The act of seeing Shoah is not so much an act of viewing as it is of witnessing. To witness the Holocaust is to witness the inhumanity that made up the Holocaust then and the inhumanity that continues to exist today. To witness the Holocaust is to witness the humanity that the Holocaust inspired then, and a humanity that continues to exist today. To witness the Holocaust is to witness the world around us today. It’s a film that asks us to witness the grass field in front of Parrish that does not look so different from Lanzmann’s images of the grass fields on which the concentration camps were once located; the train station that does not look so different than the train stations that the Nazis once used; the stones that line the walls of the Science Center that do not look so different from the bricks that once made up the ovens that cremated dead bodies. It’s a film that makes it clear that we are not so distant from those who were responsible for the most depraved moments of human history, but also that we are not so different from those who found the courage to live and to witness during those very moments. 

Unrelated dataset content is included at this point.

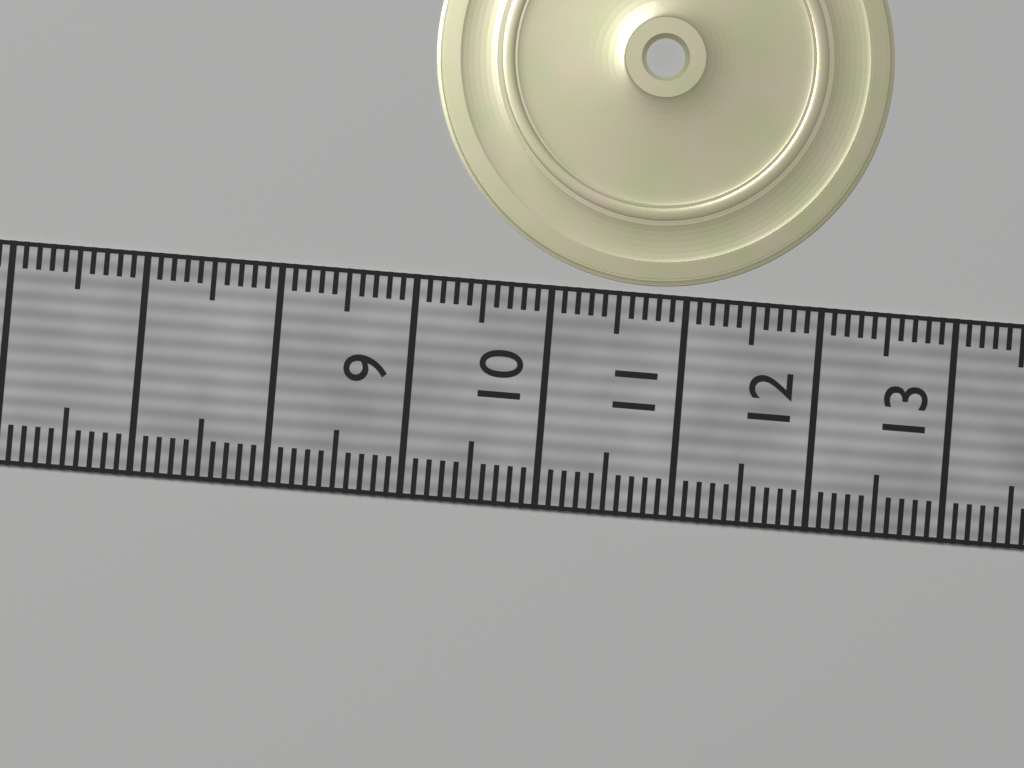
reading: 12.4 (no unit)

When Lanzmann says he would burn footage of the Holocaust if he had it, he is insisting that one need not look to WWII to find evidence of the Holocaust. Perhaps more importantly, he is insisting that even though the Holocaust is an inextricable part of the history of our species, we do not need to see Hitler’s footage to affirm its place in history. The Holocaust was always, and is always, an event that belonged to Hitler and his allies alone. By saying that he would burn footage of the Holocaust, he is saying that we cannot and should not ever claim Hitler’s acts that glorified our most depraved inhumanity. What we should claim, rather, is a work of art that uplifts the humanity that was found in the darkest inhumanity of the Holocaust. In doing so, we not only reject the depravity of the Holocaust but also affirm the truth of our history. And with Shoah, Lanzmann has given us the work of art to do exactly that. It is a film that looks into the most depraved chapter of our history and emerges from it with a passion for affirming life, affirming ourselves, and most importantly, for affirming those around us that give us the strength to continue to live.